Know at least two distance measures on functions spaces.
Understand why changing to the CDF makes sense when looking at distance between functions.
Understand the principle of the Kolomogorov-Smirnov test for fitting curves
Know how to transform a rank frequency diagram to a powerlaw plot.
Understand how powerlaw and pareto plots relate to each other.
Be able to explain why a pareto plot is just and inverted rank frequency diagram
Be able to transform the zipf coefficient to the powerlaw and pareto coefficient and vice versa.
Understand that building the CDF is basically like building the integral.
Know the properties of a similarity measure
Be able to relate similarity and distance measures
Know of two applications for modelling similarity
Understand how text documents can be modeled as sets
Know the Jaccard coefficient as a similarity measure on sets
Know a trick how to remember the formula
Be aware of the possible outcomes of the Jaccard index
As always be able to criticize your model
Be familiar with the vector space model for text documents
Be aware of term frequency and (inverse) document frequency
Have reviewed the definitions of base and dimension
Realize that the angle between two vectors can be seen as a similarity measure
Be aware of a unigram Language Model
Know Laplacian (aka +1) smoothing
Know the query likelihood model
The Kullback Leibler Divergence
See how a similarity measure can be derived from Kullback Leibler Divergence
Understand that different modeling choices can produce very different results.
Have a feeling how you could statistically compare the differences of the models.
Know how you could extract keywords from documents with the tf-idf approach.
Try to argue which model you like best in a certain scenario.
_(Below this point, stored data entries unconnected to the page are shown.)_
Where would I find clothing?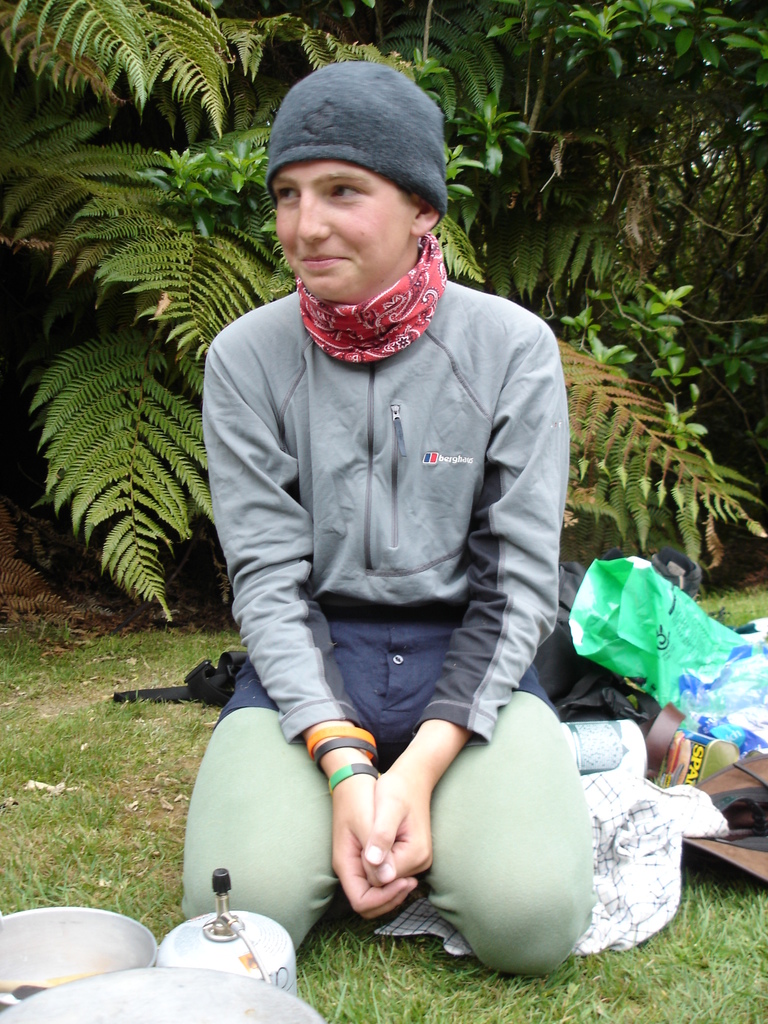
At (181, 274, 602, 838).
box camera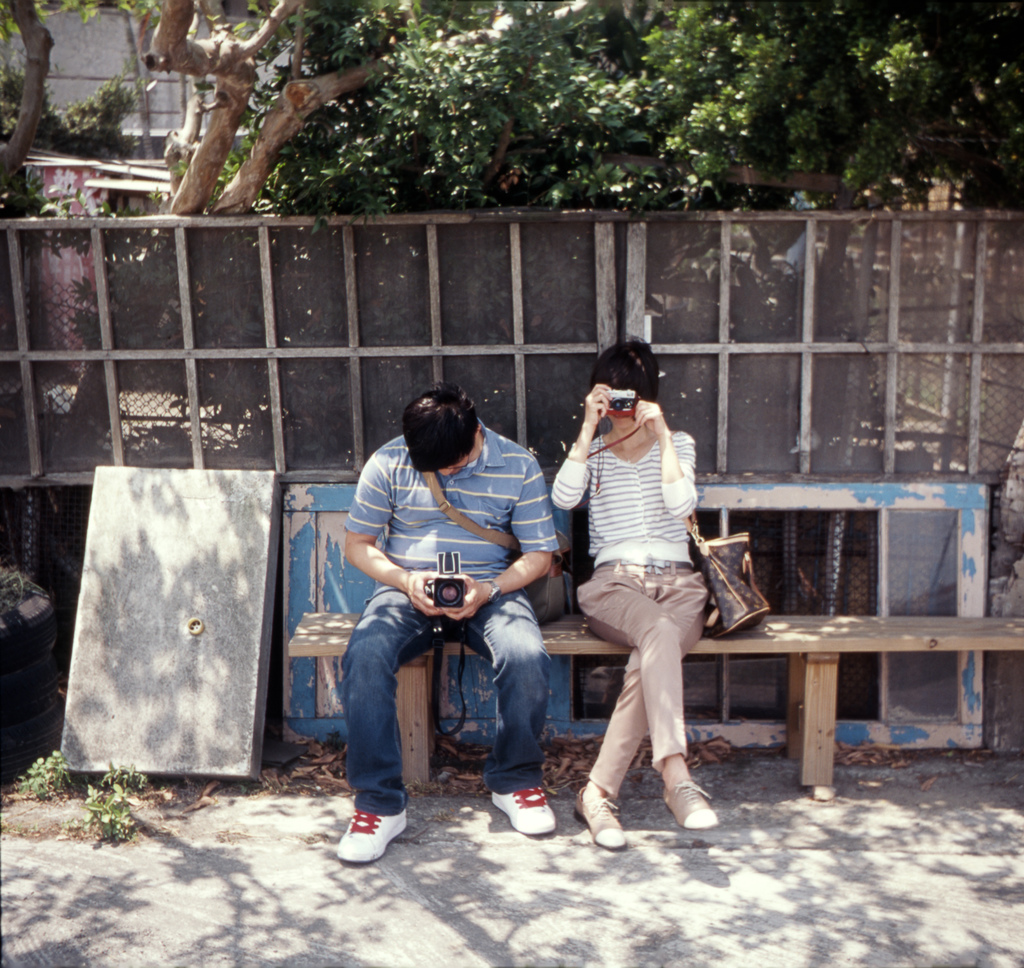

Understand the principle methodology for building generative models
Remember why people are interested in generative models
Know why descriptive models are needed when evaluating a generative model
Be aware of one way to create a model for text generation
Understand how to sample values from an arbitrary probability distribution
Have seen yet another application of the cumulative distribution function
Understand that sampling from a distribution is just a coordinate transformation of the uniform distribution
See that it makes sense to compare statistics
Understand that comparing statistics is not a well defined task
Be aware of the fact that very different models could lead to the same statistics
See that one can always increase the model parameters
Know that increasing model parameters often yields a more accurate model
Be aware of the bigram and mixed models as examples for our generative processes
Be familiar with a set theoretic way of denoting a graph
Know at least 4 different types of graphs
Have practiced your abilities in reading and writing mathematical formulas
Be able to model web pages as a graph
Know that the authorship graph is bipartite
Know what kind of graph the graph of web pages is
(as always) be aware of the fact that modeling is done by making choices
Know terms like Size and (unique) volume
Be able to count the in and out degree of web pages
Have an idea what kind of law (in & out) degree distributions follow
Know that degree is not distributed in a fair way
Know that the Gini coefficient can be used to measure fairness
Understand the notion of a path in a (directed) graph
Know that shortest paths between nodes need not be unique
Understand the notion of a strongly connected component
Know about the diameter of a graph
Be aware of the bow tie structure of the Web
Be able to read and build an adjacency matrix of a graph
Know some basic matrix vector multiplications to generate some statistics out of the adjacency matrix
Understand what is encoded in the components of the k-th power of the Adjacency matrix of a graph
Web Science/Part2: Emerging Web Properties

Lessons
- The question will remain unanswered during the lesson and the entire course.
- question of size is underspecified because a measure is needed.
- measure depends heavily on the choice of how we model the web.
- We have not yet defined what we mean when we say World Wide Web.